At the trial, the prosecution examined 11
witnesses.
The parents of the deceased child were also
examined, but they were admittedly not eye-witnesses of the occurrence.
P.W. 2, a passer-by, and P.W. 5, P.W. 6 and
P.W. 9, who were passengers in the bus at the material time, were examined as
eye-witnesses by the prosecution.
The substance of the story that emerges from
the testimony of these eye-witnesses, taken as a whole, was that at the
material time the accused was driving the bus slowly as there was a narrow
bridge 30 feet ahead. The mother (P.W. 4) came from the habitation of the
village to go to the field across the road at some distance, where her husband
was working. The ill-fated child was following the mother.
Before crossing the road, the mother asked
the child not to come after her but to return home, but, when the mother had
crossed the road and descended into the deep ditch on the other side, the child
crying 'Amman' suddenly dashed across the road to join her mother. The accused
in order to save the child swerved the vehicle to the extreme right side of the
road. According to the eye-witnesses, excepting one, the accused blew the horn,
also. But the child was caught under the left front wheel of the vehicle and
was crushed to death. It was further evident from the statement of G. Ramakrishnappa
(P.W. 5) that if the appellant had taken the bus beyond the point where the
child was hit, the bus would have fallen into the deep ditch, along with the
passengers.
The Public Prosecutor, however, treated all
the four eye-witnesses as hostile, and cross-examined them to impeach their
credit, with the permission of the Court. The Public Prosecutor did not
contradict 100 them with their Police Statements with regard to the facts that
the vehicle was coming slowly; that the child came suddenly on the road and
that the driver had swerved the vehicle towards the extreme right to save her,
but was unable to do so. The only portion of the Police statements of the
eye-witnesses, with which they were specifically confronted, was that before
the Police they had stated that the accident took place due to the negligence
of the accused, while at the trial they were saying something to the contrary.
During his examination under Section 313
Cr.P.C., the appellant stated that he was driving the vehicle slowly, and the
child came on the road from the left, all of a sudden, to cross it; that in
order to avoid a collision with the child, he immediately swerved the vehicle
towards the right side of the road, but he failed to save the child. Thus the
defence plea was that the accident could not be avoided in the circumstances,
in spite of the care taken. The trial court held that the eye-witnesses were
not speaking the truth.
In appeal, the Sessions Judge agreed with the
trial court about the unreliability of the eye-witnesses. In spite of it, he
upheld the conviction with these observations:
"This is a case where the principle res
ipsa loquitur should be invoked because the passengers in the bus are not
giving out the truth and their evidence is made highly improbable....Though
P.W. 2 has been treated hostile by the prosecution, the fact that the child was
following the mother finds corroboration in their (P.W. 2 and P.W. 4) evidence.

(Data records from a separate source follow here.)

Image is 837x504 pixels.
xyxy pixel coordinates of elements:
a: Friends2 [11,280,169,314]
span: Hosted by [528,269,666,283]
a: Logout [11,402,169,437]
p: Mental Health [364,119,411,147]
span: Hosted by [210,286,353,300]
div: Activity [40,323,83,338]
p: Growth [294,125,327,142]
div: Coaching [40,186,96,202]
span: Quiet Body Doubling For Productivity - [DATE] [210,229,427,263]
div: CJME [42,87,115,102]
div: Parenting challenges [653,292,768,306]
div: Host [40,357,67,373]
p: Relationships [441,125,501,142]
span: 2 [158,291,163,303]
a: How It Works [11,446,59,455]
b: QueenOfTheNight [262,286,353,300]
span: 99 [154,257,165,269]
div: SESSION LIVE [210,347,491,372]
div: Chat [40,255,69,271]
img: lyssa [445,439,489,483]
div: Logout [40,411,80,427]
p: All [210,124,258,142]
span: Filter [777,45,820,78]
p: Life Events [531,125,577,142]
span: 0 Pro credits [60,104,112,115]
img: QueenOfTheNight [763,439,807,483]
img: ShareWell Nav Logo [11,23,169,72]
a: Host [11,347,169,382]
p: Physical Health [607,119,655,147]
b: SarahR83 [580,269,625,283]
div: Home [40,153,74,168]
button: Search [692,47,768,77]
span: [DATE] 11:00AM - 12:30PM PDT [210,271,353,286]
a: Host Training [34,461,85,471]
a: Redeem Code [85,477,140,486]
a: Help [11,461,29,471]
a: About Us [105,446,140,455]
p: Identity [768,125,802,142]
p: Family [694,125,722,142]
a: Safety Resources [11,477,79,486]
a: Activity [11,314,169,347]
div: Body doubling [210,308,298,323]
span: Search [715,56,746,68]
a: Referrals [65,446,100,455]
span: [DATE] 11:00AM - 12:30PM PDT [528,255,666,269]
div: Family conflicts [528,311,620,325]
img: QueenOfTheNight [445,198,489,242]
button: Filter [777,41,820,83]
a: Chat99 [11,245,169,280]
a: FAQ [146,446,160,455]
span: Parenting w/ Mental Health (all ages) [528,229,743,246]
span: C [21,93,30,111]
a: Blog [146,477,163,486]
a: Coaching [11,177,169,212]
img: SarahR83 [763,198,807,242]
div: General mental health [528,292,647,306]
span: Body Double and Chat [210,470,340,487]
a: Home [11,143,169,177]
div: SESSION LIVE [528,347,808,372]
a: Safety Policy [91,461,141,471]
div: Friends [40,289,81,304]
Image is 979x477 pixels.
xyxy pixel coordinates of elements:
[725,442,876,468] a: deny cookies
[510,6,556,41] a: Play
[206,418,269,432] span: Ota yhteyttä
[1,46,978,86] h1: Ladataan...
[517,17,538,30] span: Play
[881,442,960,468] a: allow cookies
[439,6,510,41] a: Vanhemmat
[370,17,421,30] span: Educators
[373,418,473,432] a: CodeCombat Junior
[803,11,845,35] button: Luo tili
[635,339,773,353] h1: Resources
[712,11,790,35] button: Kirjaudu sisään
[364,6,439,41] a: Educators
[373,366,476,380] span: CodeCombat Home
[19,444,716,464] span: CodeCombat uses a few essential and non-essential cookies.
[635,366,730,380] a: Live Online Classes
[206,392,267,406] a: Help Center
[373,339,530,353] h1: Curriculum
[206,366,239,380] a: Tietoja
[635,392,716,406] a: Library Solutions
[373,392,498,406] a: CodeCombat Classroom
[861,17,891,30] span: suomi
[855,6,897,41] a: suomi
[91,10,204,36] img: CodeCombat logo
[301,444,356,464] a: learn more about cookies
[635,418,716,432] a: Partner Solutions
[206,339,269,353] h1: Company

So, now, if the driver of the vehicle could see the mother and child coming
from village and he has dashed against the child on the extreme right side of
the road on the kutcha portion, it is suggestive of rash and negligent driving.
The evidence of P.Ws. 2, 5, 6 and 9 who have been treated hostile by the
prosecution even though discarded in entirety still it must be held that the
material on the record is sufficient to hold that the accused was both rash and
negligent in driving the vehicle at that point." In Revision, the High
Court also endorsed the view taken by the Sessions Judge that the principle of
res ipsa loquitur was attracted to the facts of the case.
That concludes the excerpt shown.